Kanban Board
Built-in annotation project management
📋 Kanban Board Overview
The Kanban board provides an intuitive, visual way to manage annotation progress across your entire team. It organizes your work into columns that represent different stages of the annotation process, with cards to show groups of frames moving through these stages.
Board Structure
The Kanban board consists of five main columns, each representing a distinct phase in the annotation pipeline:
Column | Purpose |
---|---|
Batches | Available image batches ready to be split up for annotation |
Annotating | Active annotation jobs (manual and automated) |
Review | Completed annotation jobs awaiting review |
Dataset | Where approved frames are centralized and organized into train, valid, and test sets |
Rejected | Annotations that have been rejected from the dataset |
Card Workflow
1. Batch Cards
Located in the first column, batch cards represent collections of images ready for annotation. Clicking a batch card opens a preview page where you can:
- View individual frames in the batch
- Access the job creation sidebar, where you can choose between creating an automated or manual job and assign it to a teammate.
2. Job Cards
When you create a job from a batch, a new card appears in the “Annotating” column. Job cards come in two varieties:
-
⏳ Autolabel Jobs: Display a spinner animation and “autolabelling” status
-
✏️ Manual Jobs: Show assignee information and are clickeable, bringing up a details view and access to the Canvas
3. Review Cards
- Autolabelling jobs will automatically move to the review column once complete
- For manual jobs, the annotator submits the job for the review and it moves to the “Review” column.
In the review state, a different person can review the annotations for quality before adding them to the dataset
4. Dataset Cards
After successful review and dataset integration, cards move to the final “Dataset” column (or the “Rejected” column if they are rejected).
The dataset is available to view in the “Dataset” tab, but the cards in the column on the Kanban board show which jobs comprise the current dataset.
The Kanban board’s visual workflow makes it easy to track progress and identify bottlenecks in your annotation pipeline.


- _Activity_
I'd like the full listing transcribed exactly, with no images included.

****************************************

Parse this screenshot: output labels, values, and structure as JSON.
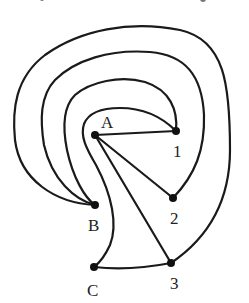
{
  "figure": {
    "type": "graph-drawing",
    "stroke_color": "#1a1a1a",
    "background": "#ffffff",
    "vertices": [
      {
        "id": "A",
        "label": "A",
        "x": 95,
        "y": 135,
        "label_x": 103,
        "label_y": 127
      },
      {
        "id": "B",
        "label": "B",
        "x": 95,
        "y": 205,
        "label_x": 88,
        "label_y": 230
      },
      {
        "id": "C",
        "label": "C",
        "x": 94,
        "y": 267,
        "label_x": 87,
        "label_y": 295
      },
      {
        "id": "1",
        "label": "1",
        "x": 176,
        "y": 131,
        "label_x": 173,
        "label_y": 156
      },
      {
        "id": "2",
        "label": "2",
        "x": 173,
        "y": 198,
        "label_x": 171,
        "label_y": 223
      },
      {
        "id": "3",
        "label": "3",
        "x": 171,
        "y": 263,
        "label_x": 170,
        "label_y": 288
      }
    ],
    "edges": [
      {
        "from": "A",
        "to": "1",
        "shape": "straight"
      },
      {
        "from": "A",
        "to": "2",
        "shape": "straight"
      },
      {
        "from": "A",
        "to": "3",
        "shape": "straight"
      },
      {
        "from": "C",
        "to": "3",
        "shape": "straight"
      },
      {
        "from": "1",
        "to": "C",
        "shape": "curve-around-A"
      },
      {
        "from": "1",
        "to": "B",
        "shape": "outer-arc-1"
      },
      {
        "from": "2",
        "to": "B",
        "shape": "outer-arc-2"
      },
      {
        "from": "3",
        "to": "B",
        "shape": "outer-arc-3"
      }
    ]
  },
  "labels": {
    "A": "A",
    "B": "B",
    "C": "C",
    "v1": "1",
    "v2": "2",
    "v3": "3"
  }
}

****************************************

- _Solved exercise_
Parse this screenshot: output labels, values, and structure as JSON.
{
  "figure": {
    "type": "graph-drawing",
    "stroke_color": "#1a1a1a",
    "background": "#ffffff",
    "vertices": [
      {
        "id": "A",
        "label": "A",
        "x": 95,
        "y": 135,
        "label_x": 103,
        "label_y": 127
      },
      {
        "id": "B",
        "label": "B",
        "x": 95,
        "y": 205,
        "label_x": 88,
        "label_y": 230
      },
      {
        "id": "C",
        "label": "C",
        "x": 94,
        "y": 267,
        "label_x": 87,
        "label_y": 295
      },
      {
        "id": "1",
        "label": "1",
        "x": 176,
        "y": 131,
        "label_x": 173,
        "label_y": 156
      },
      {
        "id": "2",
        "label": "2",
        "x": 173,
        "y": 198,
        "label_x": 171,
        "label_y": 223
      },
      {
        "id": "3",
        "label": "3",
        "x": 171,
        "y": 263,
        "label_x": 170,
        "label_y": 288
      }
    ],
    "edges": [
      {
        "from": "A",
        "to": "1",
        "shape": "straight"
      },
      {
        "from": "A",
        "to": "2",
        "shape": "straight"
      },
      {
        "from": "A",
        "to": "3",
        "shape": "straight"
      },
      {
        "from": "C",
        "to": "3",
        "shape": "straight"
      },
      {
        "from": "1",
        "to": "C",
        "shape": "curve-around-A"
      },
      {
        "from": "1",
        "to": "B",
        "shape": "outer-arc-1"
      },
      {
        "from": "2",
        "to": "B",
        "shape": "outer-arc-2"
      },
      {
        "from": "3",
        "to": "B",
        "shape": "outer-arc-3"
      }
    ]
  },
  "labels": {
    "A": "A",
    "B": "B",
    "C": "C",
    "v1": "1",
    "v2": "2",
    "v3": "3"
  }
}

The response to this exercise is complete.